At least $13.1 million is needed immediately to help victims in some of the remotest areas of the anarchic country and that figure could rise, the UN said in an aid appeal on Tuesday. Aid workers say the death toll in Somalia, the east African nation worst hit by the tsunami, has risen to about 150 people from 110 last week.
But numbers are difficult to verify because Somalia lacks infrastructure after 13 years without national government.
The transitional government, yet to leave Nairobi because of insecurity at home, says more than 200 people were killed and many are still missing.
"We don't know the exact number of the missing people, but I don't know for how long we can call them missing people. It's a question mark," presidential spokesman Yusuf Mohammed Ismail told Reuters.
Somalia was the western terminus of the wall of water that rampaged across the Indian Ocean after an earthquake on Dec. 26 off the coast of Indonesia.
The country has suffered years of hunger, drought, floods, lawlessness and domination by warring militias.
The wave struck during the high fishing season when the coastal population swells with fishermen, the UN said. Most of the dead were fisherman at sea when the wave struck.
The damage is concentrated in the northeastern Somali region of Puntland, which encompasses the tip of the Horn of Africa.
The water destroyed 1,180 homes, smashed 2,400 boats and rendered freshwater wells and reservoirs unusable, the UN Office for the Coordination of Humanitarian Affairs said in a report on Tuesday.
Aid agencies with small ground operations in Puntland have delivered food and relief supplies, mostly from existing stocks. A German Navy helicopter has also delivered supplies.
A larger effort is being planned by aid agencies and the transitional government, since Somalia presents the dual challenges of insecurity and a nearly non-existent road network.
This latest estimate of victims is higher than an assessment by the UN World Food Programme last week that said between 30,000 and 50,000 needed immediate aid.
The UN appeal should help victims restart their livelihoods and covers the cost of food, agricultural assistance and the rebuilding of homes.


TASK REQUIREMENTS -
Output every record verbatim, and omit each picture.

SOURCE DATA -
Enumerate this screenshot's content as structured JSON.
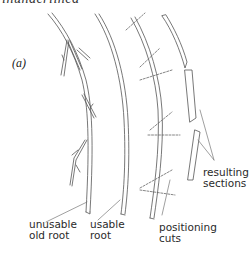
{
  "figure": {
    "heading_cropped": "inunderlined",
    "panel_label": "(a)",
    "labels": {
      "unusable_old_root": [
        "unusable",
        "old root"
      ],
      "usable_root": [
        "usable",
        "root"
      ],
      "positioning_cuts": [
        "positioning",
        "cuts"
      ],
      "resulting_sections": [
        "resulting",
        "sections"
      ]
    },
    "colors": {
      "stroke": "#555555",
      "text": "#2a2a2a",
      "background": "#ffffff"
    }
  }
}
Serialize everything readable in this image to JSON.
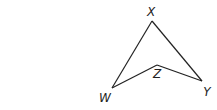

RESPONSE TO THIS EXERCISE -
Enumerate this screenshot's content as structured JSON.
{
  "figure": {
    "heading_cropped": "inunderlined",
    "panel_label": "(a)",
    "labels": {
      "unusable_old_root": [
        "unusable",
        "old root"
      ],
      "usable_root": [
        "usable",
        "root"
      ],
      "positioning_cuts": [
        "positioning",
        "cuts"
      ],
      "resulting_sections": [
        "resulting",
        "sections"
      ]
    },
    "colors": {
      "stroke": "#555555",
      "text": "#2a2a2a",
      "background": "#ffffff"
    }
  }
}
Serialize everything readable in this image to JSON.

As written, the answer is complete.